Virus hunting in California reveals very different data and why testing really (really) matters, writes Michael Lewis
09 May 2020 - 08:00Word got out here that nasal swabs were the only thing standing between Northern California and a lot of coronavirus testing, and people with a talent for figuring out things began to figure things out. Marc Benioff, CEO of Salesforce, flew a plane full of medical supplies from China to the University of California at San Francisco Medical Centre, and some functional though less-than-ideal nasal swabs were happily among them.
DeRisi is an infectious disease specialist and co-president of the Chan Zuckerberg Biohub in San Francisco. I’ve been following his work and have already written about how, in the first three weeks of March, he used a volunteer labour force of 200 graduate students to build the fastest big coronavirus testing lab in the US from scratch — only to find that an absence of nasal swabs left him little to test.
It took Harmon and a venture capitalist also living in Bolinas three weeks to do for 1,400 California communists what the US government and the big lab testing companies say they still can’t do for 100 US senators: test everyone, fast. It was as if someone had thrown the pieces to seven different jigsaw puzzles into one box. It has charming Victorian houses; less charming housing developments; and brutalist, densely packed apartment buildings. It has people living on the streets.
Havlir, an Aids researcher, had earned the trust of the locals over many years of working with them to control that disease. Walking around you got a sense of the wariness she’d had to overcome. “The departments of public health are operating in a permanent mindset of scarcity,” says DeRisi. “They aren’t doing any of this sort of sampling.”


Begin with the line that holds "Find the location of a particular element. The". Output it and all remaining lines of the material, verbatim, ending with the last.

»»

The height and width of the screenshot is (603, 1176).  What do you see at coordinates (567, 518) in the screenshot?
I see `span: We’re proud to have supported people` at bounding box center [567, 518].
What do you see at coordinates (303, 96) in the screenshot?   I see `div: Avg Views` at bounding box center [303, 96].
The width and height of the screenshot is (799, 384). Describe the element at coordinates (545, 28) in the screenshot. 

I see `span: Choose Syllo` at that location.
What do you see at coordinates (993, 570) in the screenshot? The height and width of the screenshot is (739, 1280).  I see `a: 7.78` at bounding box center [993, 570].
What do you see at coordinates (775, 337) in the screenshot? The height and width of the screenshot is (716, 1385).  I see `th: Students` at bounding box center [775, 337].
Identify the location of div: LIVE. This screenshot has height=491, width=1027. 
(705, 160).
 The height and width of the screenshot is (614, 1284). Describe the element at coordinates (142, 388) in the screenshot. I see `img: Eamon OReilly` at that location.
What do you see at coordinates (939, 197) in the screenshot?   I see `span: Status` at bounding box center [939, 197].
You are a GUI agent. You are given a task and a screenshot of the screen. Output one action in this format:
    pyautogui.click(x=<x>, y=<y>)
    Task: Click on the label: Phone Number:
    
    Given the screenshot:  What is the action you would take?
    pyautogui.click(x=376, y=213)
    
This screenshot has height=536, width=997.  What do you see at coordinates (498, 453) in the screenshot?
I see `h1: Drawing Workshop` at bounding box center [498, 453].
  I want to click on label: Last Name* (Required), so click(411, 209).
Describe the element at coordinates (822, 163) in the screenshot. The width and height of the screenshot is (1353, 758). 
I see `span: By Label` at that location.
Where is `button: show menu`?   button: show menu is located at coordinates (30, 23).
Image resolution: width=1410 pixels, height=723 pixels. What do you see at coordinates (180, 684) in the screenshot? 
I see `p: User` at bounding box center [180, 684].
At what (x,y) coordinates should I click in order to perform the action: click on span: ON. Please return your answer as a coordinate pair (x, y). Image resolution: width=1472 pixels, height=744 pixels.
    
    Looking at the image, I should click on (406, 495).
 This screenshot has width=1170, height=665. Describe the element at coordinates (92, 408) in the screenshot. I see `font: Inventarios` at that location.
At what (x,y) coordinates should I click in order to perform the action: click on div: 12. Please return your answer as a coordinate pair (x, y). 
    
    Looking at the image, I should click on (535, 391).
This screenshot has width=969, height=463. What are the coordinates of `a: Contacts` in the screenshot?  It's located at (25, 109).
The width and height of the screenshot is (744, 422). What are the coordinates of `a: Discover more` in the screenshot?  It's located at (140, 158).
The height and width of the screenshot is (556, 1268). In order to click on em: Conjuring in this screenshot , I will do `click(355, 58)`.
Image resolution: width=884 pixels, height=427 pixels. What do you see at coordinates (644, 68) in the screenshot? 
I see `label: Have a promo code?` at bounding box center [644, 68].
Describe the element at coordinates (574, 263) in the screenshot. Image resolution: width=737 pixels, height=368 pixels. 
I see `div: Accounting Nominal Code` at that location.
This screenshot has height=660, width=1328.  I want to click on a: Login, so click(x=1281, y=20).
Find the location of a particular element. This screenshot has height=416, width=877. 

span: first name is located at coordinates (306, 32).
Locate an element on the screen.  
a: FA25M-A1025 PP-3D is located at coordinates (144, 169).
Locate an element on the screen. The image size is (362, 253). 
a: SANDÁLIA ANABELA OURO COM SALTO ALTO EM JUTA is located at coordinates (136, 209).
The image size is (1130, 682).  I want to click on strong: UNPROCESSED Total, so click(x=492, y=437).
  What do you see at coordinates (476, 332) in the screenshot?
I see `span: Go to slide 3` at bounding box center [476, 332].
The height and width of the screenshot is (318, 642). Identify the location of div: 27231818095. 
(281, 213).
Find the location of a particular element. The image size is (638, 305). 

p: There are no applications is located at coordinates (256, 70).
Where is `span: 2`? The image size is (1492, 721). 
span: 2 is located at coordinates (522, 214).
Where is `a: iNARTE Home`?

««

_Written solution_:
Find the location of a particular element. The image size is (638, 305). 

p: There are no applications is located at coordinates (256, 70).
Where is `span: 2`? The image size is (1492, 721). 
span: 2 is located at coordinates (522, 214).
Where is `a: iNARTE Home`?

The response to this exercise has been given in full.